Kenny is deserving of similarly effusive praise. Every song is packed to the brim with instrumentation that balances nuanced technicality with pure bloodthirstiness, while the striking diversity keeps things consistently interesting despite the unabashedly crushing intensity. Even “Vi Coactus,” which harkens back to the simpler, industrial-oriented song structures of the ill-fated Vanitas and Desideratum, is far more emotive and visceral than anything on those records.

A New Kind of Horror’s production is also in a class of its own, and Kenny’s work here is key to the album’s success. The loud-as-hell mix brings out the best in the rawer metal portions of the record, while the industrial noises and samplings, such as those on the atmosphere-drenched “The Horrid Strife” elevate the overall sound with stunning poise.
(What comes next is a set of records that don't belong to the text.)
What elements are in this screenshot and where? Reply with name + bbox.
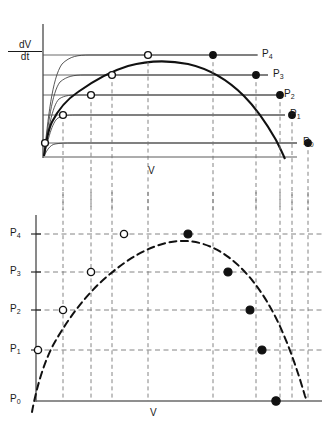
marker-open-p4-top xyxy=(145,52,152,59)
top-open-markers xyxy=(42,52,152,147)
bottom-panel xyxy=(31,192,322,412)
bottom-open-markers xyxy=(34,230,127,353)
top-x-axis-label: V xyxy=(148,165,155,176)
marker-open-p3-bottom xyxy=(87,268,94,275)
curve-p2 xyxy=(44,95,279,156)
marker-closed-p3-bottom xyxy=(224,268,232,276)
marker-open-p0-top xyxy=(42,140,49,147)
bottom-closed-markers xyxy=(184,230,280,405)
saturating-curves xyxy=(44,55,297,156)
top-level-lines xyxy=(43,55,297,143)
marker-open-p1-top xyxy=(60,112,67,119)
top-label-p2: P2 xyxy=(284,88,295,99)
bottom-level-lines xyxy=(36,234,322,350)
two-panel-physiology-figure xyxy=(0,0,330,427)
marker-open-p3-top xyxy=(109,72,116,79)
envelope-curve xyxy=(44,62,285,159)
curve-p4 xyxy=(44,55,258,156)
top-label-p4: P4 xyxy=(262,48,273,59)
curve-p0 xyxy=(44,143,297,156)
marker-open-p2-bottom xyxy=(59,306,66,313)
top-y-axis-label: dV dt xyxy=(8,40,42,62)
marker-open-p4-bottom xyxy=(120,230,127,237)
marker-open-p1-bottom xyxy=(34,346,41,353)
bottom-label-p1: P1 xyxy=(10,343,21,354)
bottom-label-p3: P3 xyxy=(10,265,21,276)
marker-closed-p0-bottom xyxy=(272,397,280,405)
top-label-p3: P3 xyxy=(273,68,284,79)
bottom-arch-curve xyxy=(32,241,308,412)
y-axis-denominator: dt xyxy=(8,51,42,63)
top-label-p1: P1 xyxy=(290,108,301,119)
marker-closed-p4-top xyxy=(210,52,217,59)
curve-p1 xyxy=(44,115,285,156)
top-label-p0: P0 xyxy=(303,136,314,147)
top-closed-markers xyxy=(210,52,312,147)
marker-closed-p2-bottom xyxy=(246,306,254,314)
bottom-label-p4: P4 xyxy=(10,227,21,238)
marker-open-p2-top xyxy=(88,92,95,99)
bottom-vertical-lines xyxy=(63,192,308,401)
marker-closed-p2-top xyxy=(277,92,284,99)
bottom-label-p0: P0 xyxy=(10,393,21,404)
marker-closed-p3-top xyxy=(253,72,260,79)
y-axis-numerator: dV xyxy=(8,40,42,51)
marker-closed-p1-bottom xyxy=(258,346,266,354)
bottom-x-axis-label: V xyxy=(150,407,157,418)
marker-closed-p4-bottom xyxy=(184,230,192,238)
bottom-label-p2: P2 xyxy=(10,303,21,314)
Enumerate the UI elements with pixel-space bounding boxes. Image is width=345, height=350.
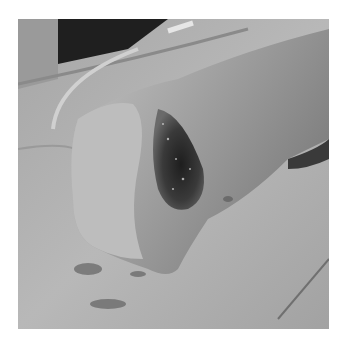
photo-illustration bbox=[18, 19, 329, 329]
clinical-photo bbox=[18, 19, 329, 329]
stump-flap bbox=[71, 103, 143, 259]
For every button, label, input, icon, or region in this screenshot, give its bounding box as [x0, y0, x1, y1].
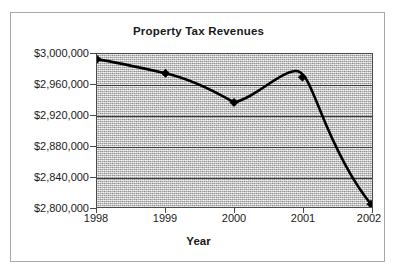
- chart-title: Property Tax Revenues: [11, 25, 386, 37]
- y-tick-label: $2,840,000: [5, 171, 89, 183]
- y-tick-label: $2,800,000: [5, 202, 89, 214]
- chart-figure: Property Tax Revenues $3,000,000 $2,960,…: [10, 12, 385, 262]
- y-tick-label: $2,960,000: [5, 78, 89, 90]
- data-series-line: [97, 54, 372, 208]
- series-path: [97, 59, 371, 204]
- x-tick-label: 2002: [357, 212, 381, 224]
- y-tick-label: $3,000,000: [5, 47, 89, 59]
- plot-area: [96, 53, 373, 208]
- series-markers: [97, 55, 372, 207]
- data-point-1999: [162, 69, 170, 77]
- data-point-1998: [97, 55, 101, 63]
- x-axis-title: Year: [11, 235, 386, 247]
- x-tick-label: 2001: [291, 212, 315, 224]
- x-tick-label: 2000: [222, 212, 246, 224]
- y-tick-label: $2,880,000: [5, 140, 89, 152]
- y-tick-label: $2,920,000: [5, 109, 89, 121]
- x-tick-label: 1999: [153, 212, 177, 224]
- x-tick-label: 1998: [84, 212, 108, 224]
Anaal Nathrakh’s work on lead single “Forward!” is particularly laudatory. The song caused a bit of a stir when it premiered earlier in the year due to its heavy emphasis on electronics and atmosphere. While "Forward!" stands apart from most of A New Kind of Horror’s more to-the-point material, the track serves as an excellent change of pace that manages to spin band's signature style into exciting new directions. Of course, it's also a wickedly intense track in its own right: "Forward!'s" extended sections of desolate, icy industrial effects are all sorts of haunting and paranoia-inducing, especially when layered with Hunt's frenzied screeches, while the jarring spurts machine gun riffing and otherwise pummeling instrumentation perfectly compliment the more experimental moments.

Regardless, "Forward!" is about as far as A New Kind of Horror deviates from Anaal Nathrakh's core sound. And what a sound it is. A New Kind of Horror is a nigh-peerless culmination of everything one of extreme metal’s most celebrated bands has strived for since its inception and a towering achievement for the genre. Going forward, it’s genuinely difficult to imagine how the band could top this. But that’s the future. Right now, fans can rest easy, because Anaal Nathrakh has produced a modern classic.